SOURCE: “Tidying Up Hemingway's Clean, Well-Lighted Place,” in Studies in Short Fiction, Vol. I, No. 2, Winter, 1964, pp. 140-46.

In the following essay, Hagopian rejects earlier attempts to attribute Hemingway's dialogue in the story—particularly Joseph Gabriel's above—and considers the flaw in the dialogue as an obvious typographical error.

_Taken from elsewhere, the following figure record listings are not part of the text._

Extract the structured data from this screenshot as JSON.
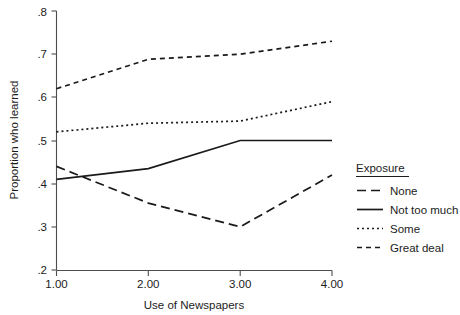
{
  "chart_data": {
    "type": "line",
    "title": "",
    "xlabel": "Use of Newspapers",
    "ylabel": "Proportion who learned",
    "x": [
      1.0,
      2.0,
      3.0,
      4.0
    ],
    "xtick_labels": [
      "1.00",
      "2.00",
      "3.00",
      "4.00"
    ],
    "xlim": [
      1.0,
      4.0
    ],
    "ylim": [
      0.2,
      0.8
    ],
    "ytick_values": [
      0.2,
      0.3,
      0.4,
      0.5,
      0.6,
      0.7,
      0.8
    ],
    "ytick_labels": [
      ".2",
      ".3",
      ".4",
      ".5",
      ".6",
      ".7",
      ".8"
    ],
    "grid": false,
    "legend_position": "right",
    "legend_title": "Exposure",
    "series": [
      {
        "name": "None",
        "style": "long-dash",
        "dasharray": "9,5",
        "values": [
          0.44,
          0.355,
          0.3,
          0.42
        ]
      },
      {
        "name": "Not too much",
        "style": "solid",
        "dasharray": "none",
        "values": [
          0.41,
          0.435,
          0.5,
          0.5
        ]
      },
      {
        "name": "Some",
        "style": "dotted",
        "dasharray": "2,3",
        "values": [
          0.52,
          0.54,
          0.545,
          0.59
        ]
      },
      {
        "name": "Great deal",
        "style": "short-dash",
        "dasharray": "5,4",
        "values": [
          0.62,
          0.688,
          0.7,
          0.73
        ]
      }
    ]
  },
  "axes": {
    "ylabel": "Proportion who learned",
    "xlabel": "Use of Newspapers",
    "ytick_0": ".2",
    "ytick_1": ".3",
    "ytick_2": ".4",
    "ytick_3": ".5",
    "ytick_4": ".6",
    "ytick_5": ".7",
    "ytick_6": ".8",
    "xtick_0": "1.00",
    "xtick_1": "2.00",
    "xtick_2": "3.00",
    "xtick_3": "4.00"
  },
  "legend": {
    "title": "Exposure",
    "items": [
      {
        "label": "None"
      },
      {
        "label": "Not too much"
      },
      {
        "label": "Some"
      },
      {
        "label": "Great deal"
      }
    ]
  },
  "colors": {
    "line": "#1a1a1a",
    "axis": "#4d4d4d",
    "text": "#1c1c1c",
    "background": "#ffffff"
  }
}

Interpretation of Hemingway's “A Clean, Well-Lighted Place” has always been dogged by the problem of the confused dialogue between the two waiters, and it seems to me unfortunate that the discussion of it remains where Joseph F. Gabriel left it in College English (May, 1961). Gabriel was responding to three earlier articles in the same journal (February and May, 1959), in the first of which F. P. Kroeger had accurately interpreted most of the dialogue up to the line “I know. You said she cut him down,” which he assumed to be incorrectly attributed by Hemingway to the young waiter because...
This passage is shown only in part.